Laura Lee Yourex, 62, from Costa Mesa, California, set out to expose what she believed were flaws in the state’s voting system by registering her dog, Maya, to vote in the 2021 California gubernatorial recall election and the 2022 primary. Yourex has since been caught and pleaded guilty to the misdemeanor of registering a non-existent person to vote.
Under California law, a person must submit an affidavit of registration that includes identification information, residence, mailing address, political affiliation, date of birth, and certification of U.S. citizenship. Critically, if any of that information is falsified, the voter must also sign a document acknowledging they can be prosecuted for perjury.
Of course, the President has been pushing a narrative that loopholes in this system could lead to mass voter fraud, even attributing his 2020 election loss to Joe Biden to such claims. He ultimately pardoned the Jan. 6 rioters, framing their actions as a fight for election integrity. Donald Trump’s claims, however, have been widely disproven.
Still, Yourex was intent on making the same point — using her dog. According to The Independent, her attorney, Jamie Coulter, said, “Laura Yourex sincerely regrets her unwise attempt to expose flaws in our state voting system, intending to improve it by demonstrating that even a dog can be registered to vote.” The attorney continued, “Ms. Yourex never hid from taking personal responsibility, as she self-reported the matter.”
In January 2022, Yourex even posted about the stunt on social media. Reports say she shared a photo of her dog with a sticker reading “I voted.” In 2024, even after Maya had died, Yourex posted another image — this time of the dog’s tag alongside a vote-by-mail ballot — with the caption, “Maya is still getting her ballot.”
By that point, the Department of Justice had opened an investigation, and by 2025 authorities said they had gathered sufficient evidence to pursue prosecution.
Janet Nguyen, an Orange County supervisor, pointed to this case as a wake-up call for California.
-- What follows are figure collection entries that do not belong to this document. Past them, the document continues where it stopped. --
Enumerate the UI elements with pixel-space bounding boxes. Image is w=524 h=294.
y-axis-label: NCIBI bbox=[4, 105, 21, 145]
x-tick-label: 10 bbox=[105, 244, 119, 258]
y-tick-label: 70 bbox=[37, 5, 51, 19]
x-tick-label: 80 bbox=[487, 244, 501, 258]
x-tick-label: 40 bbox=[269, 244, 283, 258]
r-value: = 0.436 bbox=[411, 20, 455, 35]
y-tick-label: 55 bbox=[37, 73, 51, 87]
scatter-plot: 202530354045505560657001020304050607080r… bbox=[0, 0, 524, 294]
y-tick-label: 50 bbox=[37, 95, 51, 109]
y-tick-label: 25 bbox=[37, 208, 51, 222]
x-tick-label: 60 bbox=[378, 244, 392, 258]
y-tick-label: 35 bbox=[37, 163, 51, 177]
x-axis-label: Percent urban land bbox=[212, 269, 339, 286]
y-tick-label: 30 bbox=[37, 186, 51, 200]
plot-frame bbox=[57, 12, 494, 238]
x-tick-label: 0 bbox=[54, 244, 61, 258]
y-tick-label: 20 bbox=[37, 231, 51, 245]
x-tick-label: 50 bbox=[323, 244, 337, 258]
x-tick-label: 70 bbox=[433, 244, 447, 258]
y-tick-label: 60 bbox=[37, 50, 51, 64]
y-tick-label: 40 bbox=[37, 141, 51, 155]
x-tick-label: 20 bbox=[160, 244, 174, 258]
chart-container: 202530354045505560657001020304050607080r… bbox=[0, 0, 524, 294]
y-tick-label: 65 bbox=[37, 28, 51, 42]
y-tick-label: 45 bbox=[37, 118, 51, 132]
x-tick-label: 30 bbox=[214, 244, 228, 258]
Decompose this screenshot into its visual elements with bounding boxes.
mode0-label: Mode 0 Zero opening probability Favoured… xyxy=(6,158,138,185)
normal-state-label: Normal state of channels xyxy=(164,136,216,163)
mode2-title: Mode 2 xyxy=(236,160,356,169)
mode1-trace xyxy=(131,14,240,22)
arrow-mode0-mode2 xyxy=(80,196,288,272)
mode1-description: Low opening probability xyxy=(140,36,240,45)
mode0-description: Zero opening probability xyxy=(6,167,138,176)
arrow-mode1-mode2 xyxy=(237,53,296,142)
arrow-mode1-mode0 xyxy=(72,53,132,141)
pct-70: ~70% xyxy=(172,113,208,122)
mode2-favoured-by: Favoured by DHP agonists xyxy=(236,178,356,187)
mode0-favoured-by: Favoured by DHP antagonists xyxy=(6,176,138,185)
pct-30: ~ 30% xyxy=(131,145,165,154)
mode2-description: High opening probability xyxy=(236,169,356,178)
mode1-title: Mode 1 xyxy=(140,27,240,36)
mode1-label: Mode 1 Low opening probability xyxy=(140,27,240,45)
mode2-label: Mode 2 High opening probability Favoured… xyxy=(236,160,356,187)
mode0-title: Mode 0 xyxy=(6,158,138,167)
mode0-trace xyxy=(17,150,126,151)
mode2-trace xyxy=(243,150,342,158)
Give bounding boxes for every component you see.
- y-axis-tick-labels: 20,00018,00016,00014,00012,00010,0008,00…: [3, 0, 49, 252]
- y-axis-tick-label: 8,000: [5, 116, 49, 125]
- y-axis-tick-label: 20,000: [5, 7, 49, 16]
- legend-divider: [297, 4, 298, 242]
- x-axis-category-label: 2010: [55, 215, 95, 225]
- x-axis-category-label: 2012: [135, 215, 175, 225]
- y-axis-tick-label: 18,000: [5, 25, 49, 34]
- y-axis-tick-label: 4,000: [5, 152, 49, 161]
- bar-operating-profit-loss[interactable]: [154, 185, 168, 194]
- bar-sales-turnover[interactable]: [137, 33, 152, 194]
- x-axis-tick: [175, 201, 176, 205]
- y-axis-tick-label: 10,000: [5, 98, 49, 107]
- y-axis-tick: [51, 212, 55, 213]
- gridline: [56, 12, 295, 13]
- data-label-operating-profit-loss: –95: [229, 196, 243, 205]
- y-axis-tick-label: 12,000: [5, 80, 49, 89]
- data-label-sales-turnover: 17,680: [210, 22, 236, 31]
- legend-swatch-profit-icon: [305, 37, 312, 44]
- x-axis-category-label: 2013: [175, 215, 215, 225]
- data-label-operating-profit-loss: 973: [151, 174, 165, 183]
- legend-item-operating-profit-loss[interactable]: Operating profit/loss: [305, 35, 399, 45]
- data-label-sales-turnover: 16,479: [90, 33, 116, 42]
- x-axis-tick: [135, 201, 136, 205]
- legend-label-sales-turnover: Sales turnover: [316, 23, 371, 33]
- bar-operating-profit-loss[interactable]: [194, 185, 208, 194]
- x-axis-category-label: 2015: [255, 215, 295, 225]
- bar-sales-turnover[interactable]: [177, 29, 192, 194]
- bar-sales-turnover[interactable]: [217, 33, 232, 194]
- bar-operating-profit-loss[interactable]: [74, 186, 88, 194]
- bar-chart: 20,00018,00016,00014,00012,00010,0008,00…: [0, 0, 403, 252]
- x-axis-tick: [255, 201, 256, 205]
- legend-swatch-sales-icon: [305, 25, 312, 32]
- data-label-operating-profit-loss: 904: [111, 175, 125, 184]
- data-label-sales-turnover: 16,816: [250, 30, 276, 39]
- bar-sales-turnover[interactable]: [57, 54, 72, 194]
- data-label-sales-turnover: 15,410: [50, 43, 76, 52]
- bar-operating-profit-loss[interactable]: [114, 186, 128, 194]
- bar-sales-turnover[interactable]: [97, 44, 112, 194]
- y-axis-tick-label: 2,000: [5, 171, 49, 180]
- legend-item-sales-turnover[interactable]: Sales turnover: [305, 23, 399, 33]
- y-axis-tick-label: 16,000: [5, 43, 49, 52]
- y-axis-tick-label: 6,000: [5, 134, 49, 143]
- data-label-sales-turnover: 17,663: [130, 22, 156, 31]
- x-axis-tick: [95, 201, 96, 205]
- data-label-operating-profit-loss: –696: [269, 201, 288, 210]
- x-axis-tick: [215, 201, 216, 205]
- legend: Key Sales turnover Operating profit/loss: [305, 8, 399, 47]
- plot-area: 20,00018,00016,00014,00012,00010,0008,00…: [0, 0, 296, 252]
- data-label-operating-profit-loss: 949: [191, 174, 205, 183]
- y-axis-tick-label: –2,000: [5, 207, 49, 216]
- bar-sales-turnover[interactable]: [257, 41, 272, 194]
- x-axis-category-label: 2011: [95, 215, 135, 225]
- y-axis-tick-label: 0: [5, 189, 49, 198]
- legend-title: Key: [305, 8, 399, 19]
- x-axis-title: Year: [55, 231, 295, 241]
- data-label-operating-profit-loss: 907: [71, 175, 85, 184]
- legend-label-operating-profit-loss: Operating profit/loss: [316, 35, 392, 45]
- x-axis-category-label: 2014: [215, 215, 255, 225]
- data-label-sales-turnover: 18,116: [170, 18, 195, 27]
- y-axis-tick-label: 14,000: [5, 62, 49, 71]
She said, “The fact that a dog can register and vote twice tells you the system is not working, and it’s broken. If we can cross-reference addresses and names, if there’s something suspicious, we can say, ‘Wait a minute. Let’s flag this.’”
A Chapman University law professor, Nahal Kazemi, disagreed. She argued that the case actually shows the system working as intended. “At least the second time the dog’s vote was cast, it was identified as an ineligible voter. That’s what we expect to see,” she said. “To treat [voter fraud] as the biggest problem in our electoral system is misguided.”
Voting rights will always be up for debate. Human nature almost guarantees there will be bad actors in any system. The argument, then, tends to split between those who believe those bad actors should be the primary focus, and those who believe protecting voter rights should take precedence. As things stand, voter rights still come first.
The concern, as always, is what happens when isolated cases like this are used as justification to roll those rights back.